Sweden’s central bank held its key interest rate unchanged and boosted its asset purchases on Wednesday, saying that a expansionary monetary policy must be maintained to sustain the positive development in the economy and to preserve the upward trend in inflation.

The Riksbank left its benchmark, the repo rate, unchanged at -0.35 percent for a second straight session. The move was in line with economists’ expectations. The bank last lowered the repo in July, when it cut the rate from -0.25 percent.

Further, the bank said an initial raise in the repo rate will be deferred by approximately six months compared with the previous assessment.

The Executive Board also decided to extend the government bond purchasing programme by an additional SEK 65 billion. Purchases will total SEK 200 billion by the end of June 2016.

“The Executive Board’s assessment is that monetary policy needs to be more expansionary in order to underpin the positive development in the Swedish economy and safeguard the robustness of the upturn in inflation,” the bank said in a statement.

Saying that it was ready to do more to stabilize inflation around 2 percent, the bank said it is ready to take more measures including reducing the repo rate, purchase more assets, intervene in the forex market and launch a bank lending scheme for businesses.

The Riksbank also reckoned that inflation is likely to be a little lower in 2016 and 2017 compared to the previous assessment. CPIF inflation is still expected to be close to 2 percent next year.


_Task statement_:
Work out how many lines in the material below hold "newuserscript", then give only that number.

_Supplied material_:
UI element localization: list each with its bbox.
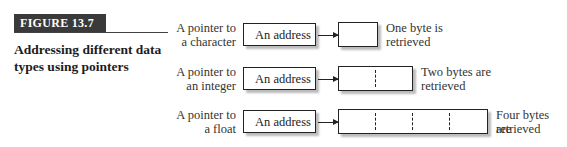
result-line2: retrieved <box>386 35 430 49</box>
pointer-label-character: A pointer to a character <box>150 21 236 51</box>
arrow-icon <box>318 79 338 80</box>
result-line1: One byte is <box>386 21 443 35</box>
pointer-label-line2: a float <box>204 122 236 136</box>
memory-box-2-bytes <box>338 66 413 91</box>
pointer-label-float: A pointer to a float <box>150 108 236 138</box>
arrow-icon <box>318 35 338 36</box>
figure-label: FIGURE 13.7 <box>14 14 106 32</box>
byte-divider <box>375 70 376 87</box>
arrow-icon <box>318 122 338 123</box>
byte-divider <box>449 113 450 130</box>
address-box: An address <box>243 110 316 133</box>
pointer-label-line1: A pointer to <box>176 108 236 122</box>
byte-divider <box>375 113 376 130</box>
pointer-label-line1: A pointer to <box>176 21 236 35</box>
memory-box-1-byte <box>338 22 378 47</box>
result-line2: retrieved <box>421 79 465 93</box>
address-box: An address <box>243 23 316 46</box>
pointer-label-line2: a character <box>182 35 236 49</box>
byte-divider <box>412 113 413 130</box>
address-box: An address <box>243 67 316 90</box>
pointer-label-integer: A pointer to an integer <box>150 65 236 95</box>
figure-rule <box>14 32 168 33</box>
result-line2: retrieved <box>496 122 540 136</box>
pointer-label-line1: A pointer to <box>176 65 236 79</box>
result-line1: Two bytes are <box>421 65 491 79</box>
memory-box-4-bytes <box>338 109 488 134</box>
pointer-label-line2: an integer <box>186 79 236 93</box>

---

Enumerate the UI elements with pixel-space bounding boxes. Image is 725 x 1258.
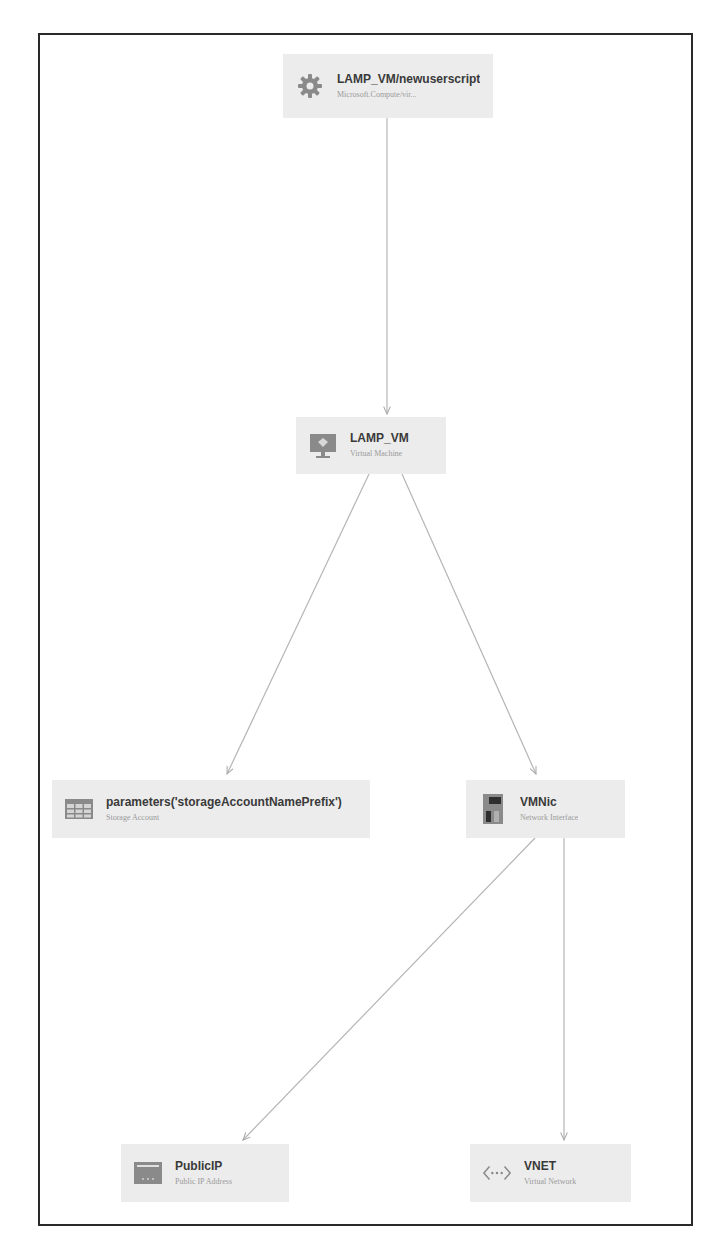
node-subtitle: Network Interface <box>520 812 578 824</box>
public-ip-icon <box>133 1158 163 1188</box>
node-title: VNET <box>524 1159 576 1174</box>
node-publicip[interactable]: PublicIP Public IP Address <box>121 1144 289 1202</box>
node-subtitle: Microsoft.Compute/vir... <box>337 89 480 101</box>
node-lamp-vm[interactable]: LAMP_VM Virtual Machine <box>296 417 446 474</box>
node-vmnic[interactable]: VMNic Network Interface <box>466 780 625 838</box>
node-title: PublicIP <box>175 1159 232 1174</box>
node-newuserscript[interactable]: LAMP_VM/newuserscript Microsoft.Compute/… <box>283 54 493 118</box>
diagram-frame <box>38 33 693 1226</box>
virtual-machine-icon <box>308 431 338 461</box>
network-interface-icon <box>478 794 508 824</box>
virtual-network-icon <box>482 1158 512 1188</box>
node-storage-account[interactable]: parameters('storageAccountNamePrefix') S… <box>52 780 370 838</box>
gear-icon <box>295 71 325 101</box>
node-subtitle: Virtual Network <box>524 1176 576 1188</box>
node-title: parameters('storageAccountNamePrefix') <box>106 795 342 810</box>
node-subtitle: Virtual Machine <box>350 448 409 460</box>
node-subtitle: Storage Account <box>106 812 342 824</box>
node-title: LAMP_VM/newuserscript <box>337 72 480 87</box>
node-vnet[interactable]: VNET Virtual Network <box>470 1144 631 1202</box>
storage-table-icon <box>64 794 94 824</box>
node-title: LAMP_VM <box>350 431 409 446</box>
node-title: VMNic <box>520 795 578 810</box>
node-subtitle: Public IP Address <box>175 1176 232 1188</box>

...

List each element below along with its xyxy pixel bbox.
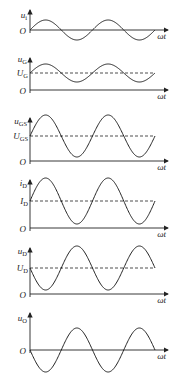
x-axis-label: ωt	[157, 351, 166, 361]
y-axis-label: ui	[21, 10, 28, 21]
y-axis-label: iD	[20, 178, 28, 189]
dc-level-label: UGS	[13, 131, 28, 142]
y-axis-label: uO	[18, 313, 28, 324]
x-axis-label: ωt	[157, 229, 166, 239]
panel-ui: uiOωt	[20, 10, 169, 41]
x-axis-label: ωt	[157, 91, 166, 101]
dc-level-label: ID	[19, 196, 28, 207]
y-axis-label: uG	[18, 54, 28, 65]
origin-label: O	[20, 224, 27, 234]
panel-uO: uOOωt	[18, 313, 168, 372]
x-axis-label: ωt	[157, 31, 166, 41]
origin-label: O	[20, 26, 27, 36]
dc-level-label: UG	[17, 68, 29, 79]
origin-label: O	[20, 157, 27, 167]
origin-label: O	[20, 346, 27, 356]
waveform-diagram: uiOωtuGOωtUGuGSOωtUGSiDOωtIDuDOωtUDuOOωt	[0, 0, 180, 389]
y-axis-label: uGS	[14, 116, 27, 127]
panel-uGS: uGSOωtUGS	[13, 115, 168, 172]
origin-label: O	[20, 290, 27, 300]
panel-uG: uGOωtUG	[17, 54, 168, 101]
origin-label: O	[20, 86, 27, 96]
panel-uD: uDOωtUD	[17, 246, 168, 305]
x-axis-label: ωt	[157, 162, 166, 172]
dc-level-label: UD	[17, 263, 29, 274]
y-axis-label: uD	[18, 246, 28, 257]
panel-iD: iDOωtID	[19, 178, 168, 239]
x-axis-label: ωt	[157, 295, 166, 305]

_Answer to this problem_:
2